I couldn't put it down; it was an absolutely brutal page-turner!


It's unlike any murder mystery I've ever read. The chapters are intercut between Amelia Anne Richardson's life and Rebecca, the town of Bridgeton's high school salutatorian.


However, there is violence and sex and bad language... still, it was all perfectly placed and necessary... yet, maybe you should be 13 or 14 years old to read it... or have your parent read it first and see what they think.

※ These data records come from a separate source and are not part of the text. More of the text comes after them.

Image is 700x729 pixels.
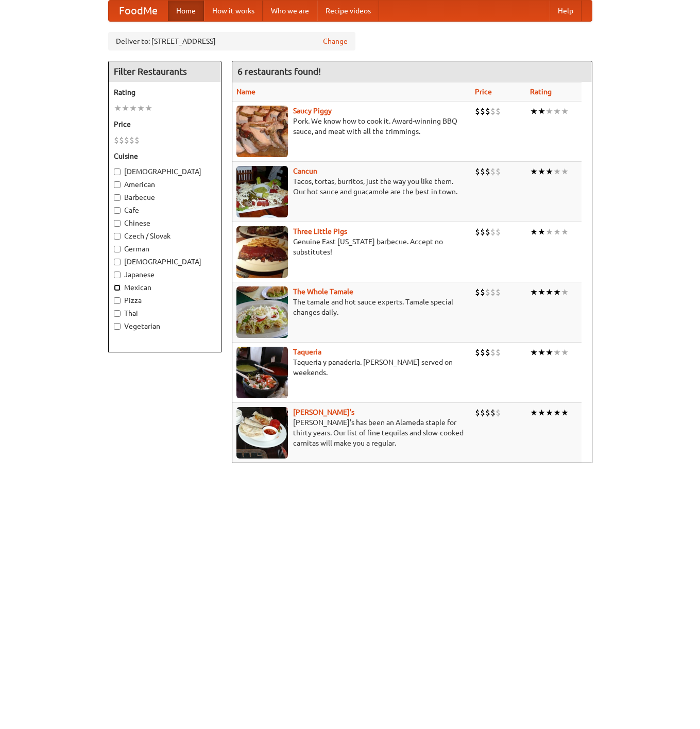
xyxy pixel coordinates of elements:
li: ★ [546,287,553,298]
label: Czech / Slovak [114,231,215,241]
li: ★ [530,105,538,117]
li: ★ [553,407,561,418]
input: German [114,246,120,253]
li: $ [496,105,500,117]
ng-pluralize: 6 restaurants found! [238,67,321,76]
p: Pork. We know how to cook it. Award-winning BBQ sauce, and meat with all the trimmings. [237,116,466,136]
label: [DEMOGRAPHIC_DATA] [114,166,215,177]
li: ★ [538,287,546,298]
img: saucy.jpg [237,105,288,157]
li: $ [490,166,496,177]
a: Price [475,88,492,96]
li: $ [496,407,500,418]
li: $ [485,407,490,418]
li: $ [480,287,485,298]
input: Vegetarian [114,323,120,330]
a: Cancun [293,167,318,175]
li: $ [480,227,485,238]
h5: Rating [114,87,215,97]
li: $ [485,347,490,358]
li: $ [490,347,496,358]
li: $ [485,227,490,238]
input: Thai [114,311,120,317]
p: The tamale and hot sauce experts. Tamale special changes daily. [237,297,466,318]
li: ★ [553,287,561,298]
li: $ [475,166,480,177]
h4: Filter Restaurants [108,61,221,82]
li: ★ [553,105,561,117]
li: $ [485,105,490,117]
input: Cafe [114,207,120,214]
a: [PERSON_NAME]'s [293,408,354,416]
li: ★ [553,347,561,358]
label: Cafe [114,205,215,216]
li: $ [114,135,119,146]
a: Taqueria [293,348,321,356]
li: $ [475,347,480,358]
label: Thai [114,308,215,319]
input: Japanese [114,272,120,278]
h5: Price [114,119,215,129]
a: Home [168,1,204,21]
li: $ [475,105,480,117]
p: Taqueria y panaderia. [PERSON_NAME] served on weekends. [237,357,466,378]
li: ★ [561,105,569,117]
li: $ [490,227,496,238]
img: taqueria.jpg [237,347,288,399]
li: ★ [538,407,546,418]
li: $ [496,347,500,358]
h5: Cuisine [114,151,215,162]
input: [DEMOGRAPHIC_DATA] [114,258,120,265]
li: ★ [553,227,561,238]
a: FoodMe [108,1,168,21]
li: $ [475,227,480,238]
li: $ [129,135,135,146]
label: Japanese [114,269,215,280]
img: pedros.jpg [237,407,288,459]
li: ★ [538,227,546,238]
li: ★ [129,102,137,114]
li: ★ [530,227,538,238]
p: [PERSON_NAME]'s has been an Alameda staple for thirty years. Our list of fine tequilas and slow-c... [237,418,466,448]
li: ★ [546,227,553,238]
li: $ [490,407,496,418]
li: $ [485,287,490,298]
b: The Whole Tamale [293,288,353,296]
label: Chinese [114,218,215,228]
a: Saucy Piggy [293,107,332,115]
label: [DEMOGRAPHIC_DATA] [114,257,215,267]
div: Deliver to: [STREET_ADDRESS] [108,32,356,51]
a: Name [237,88,256,96]
label: Barbecue [114,193,215,203]
li: $ [480,347,485,358]
li: ★ [538,347,546,358]
li: ★ [145,102,153,114]
input: Mexican [114,284,120,291]
input: Pizza [114,297,120,304]
li: ★ [561,347,569,358]
li: ★ [546,105,553,117]
li: ★ [530,407,538,418]
li: ★ [530,166,538,177]
li: ★ [530,287,538,298]
input: [DEMOGRAPHIC_DATA] [114,169,120,175]
img: cancun.jpg [237,166,288,217]
li: $ [135,135,139,146]
li: ★ [137,102,145,114]
li: $ [475,287,480,298]
input: Barbecue [114,194,120,201]
a: Who we are [263,1,318,21]
li: $ [490,105,496,117]
a: Change [323,36,348,47]
li: ★ [561,407,569,418]
li: ★ [561,166,569,177]
li: $ [480,407,485,418]
li: ★ [530,347,538,358]
input: Czech / Slovak [114,233,120,239]
li: $ [490,287,496,298]
input: American [114,181,120,188]
p: Tacos, tortas, burritos, just the way you like them. Our hot sauce and guacamole are the best in ... [237,176,466,197]
li: ★ [561,227,569,238]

Chapter 12 was so lyrical and atmospheric and evocative and positively lovely:
"The day that Brendan Brooks died was the hottest in anyone's memory, so hot that cats lay down in the shade and panted, elderly women fainted under the weight of their support hose, and the newly paved parking lot behind the grocery bubbled and churned and turned into a viscous black pudding. The sun, silvery-bright and hot, so hot, blazed arrogantly down from a blanched and cloudless sky. It baked small bits of gravel into the soft asphalt roads, it melted popsicles off their sticks and over the grubby hands of porch-sitting toddlers, and it pounded relentlessly against the supple skin of the local kids who gathered at the south shore bridge to cool off."
If you want to see what gorgeous writing looks like, sounds like, feels like... you need to read Amelia Anne Is Dead And Gone.


* with your parents permission, of course.